What is significant is that all these structural changes envisaged in higher education follow the ideological shifts observed in the National Policy of Education of 1986. This coincided with a World Bank report on financing higher education in developing countries which suggested that in view of the general shortage of funds, the only way out is for students (parents) to bear a large part of the burden of the cost of education. It was argued that only the relatively better off students were able to purs ue higher education and subsidising them made for inequality and not egalitarianism. If the same subsidy were shifted to primary education, the effect would be towards equality. It is also a fact that funds from higher education have never been diverted to primary education and concerned academics believe that the argument that one should develop at the cost of the other is a fallacious one.

In a 1994 document, "Higher Education: The Lessons of Experience", the World Bank stated: "Indeed it is arguable that higher education should not have the highest priority claim on incremental public resources available for education in many developing c ountries, especially those that have not yet achieved adequate access, equity and quality at the primary and the secondary levels.
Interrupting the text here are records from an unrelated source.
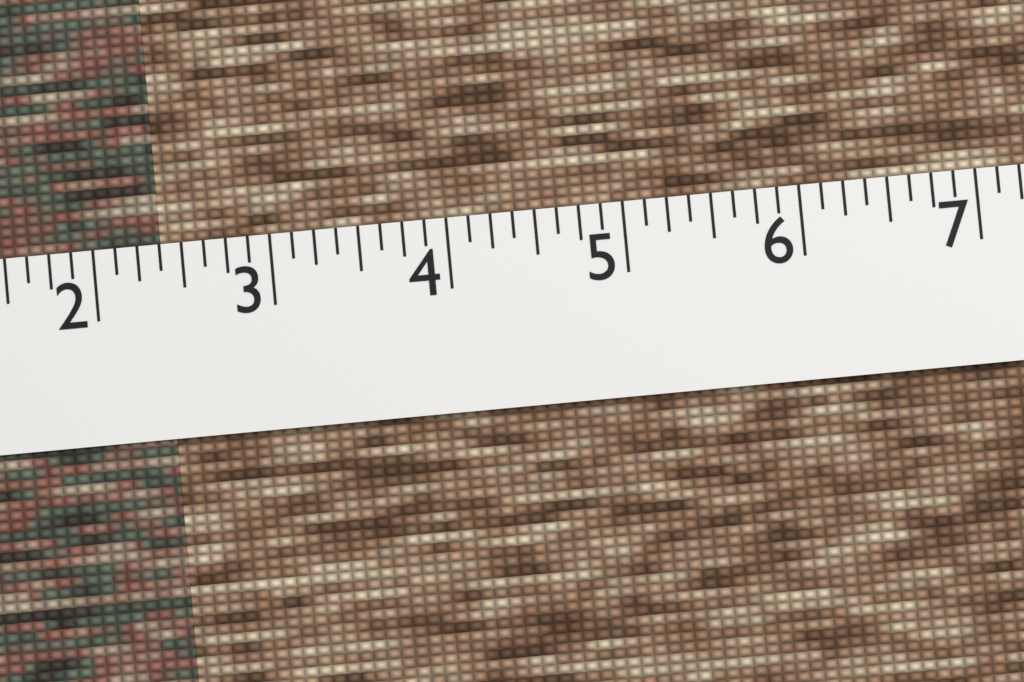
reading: 2.375 (no unit)
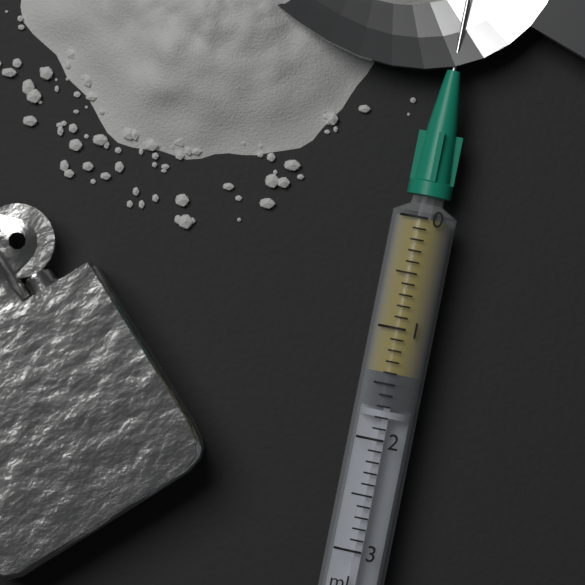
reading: 1.4 ml
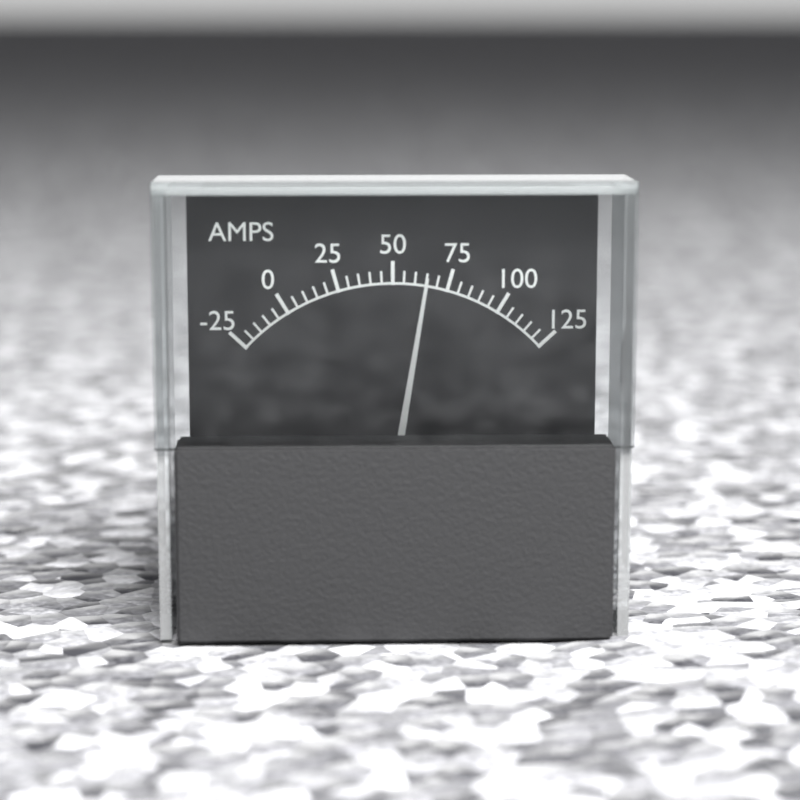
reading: 65 A
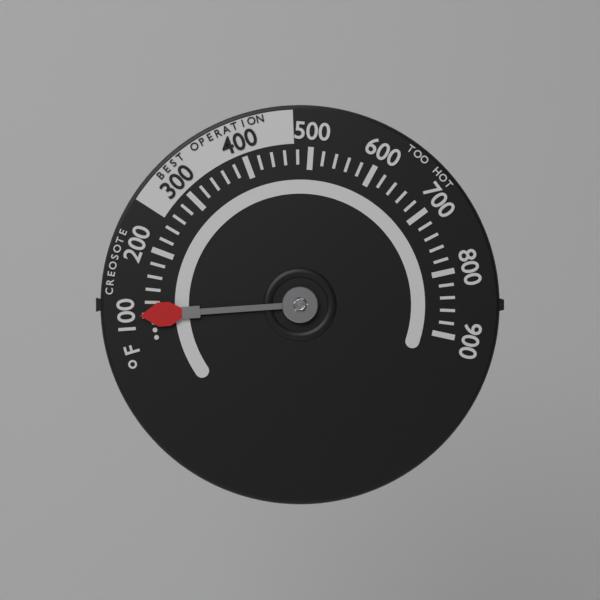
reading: 100 °F
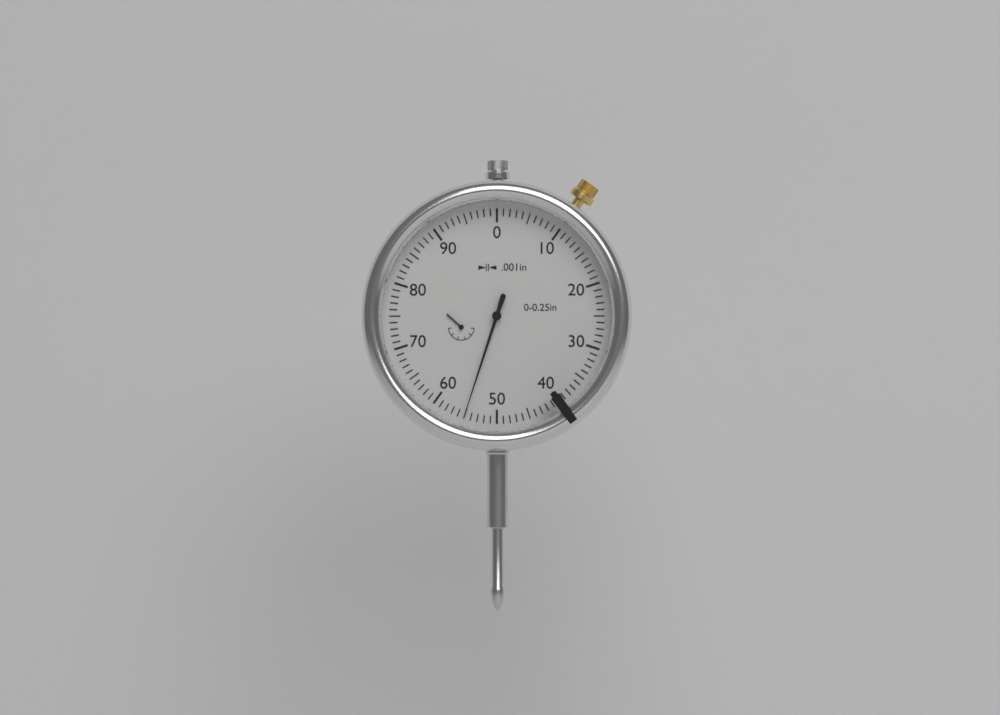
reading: 0.055 in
This is because the social rates of return on investments in primary and secondary education usually exceed the returns on higher education..."

It is significant that the language and thrust of both the UGC reports approximates the World Bank's prescription for dealing with higher education.

In another document called "Documents for discussion of the World Bank" (1995), a Bank economist, D.P. Winkler, suggests that "governments should consider granting loans to needy students... And cost recovery may be increased for public institutions by m eans of elimination of subsidies." The World Bank document as well as the UGC reports tend to believe that benefits have been cornered by students from high-income families and hence there was a need for an upward revision of fees.

Vijender Sharma, former president of the Delhi University Teachers' Association and a member of the Democratic Teachers' Front, told Frontline that the reports have not considered how students in mofussil towns would pay higher fees. He said that the two reports had a distinct metropolitan bias that erroneously assumed that only the rich sections came to study in universities. He said that while there was no detailed assessment of the class profile of students in a metropolitan university such as Delhi University, a study by the Association of Indian Universities indicated that only 30 per cent of students could bear the costs. The profile may have changed but not significantly, said Sharma.

There is little doubt that the additional fee burden will add to the resources of the colleges and universities but it may not be altogether desirable considering that enrolment levels for higher education in developing countries are still low compared t o the developed nations.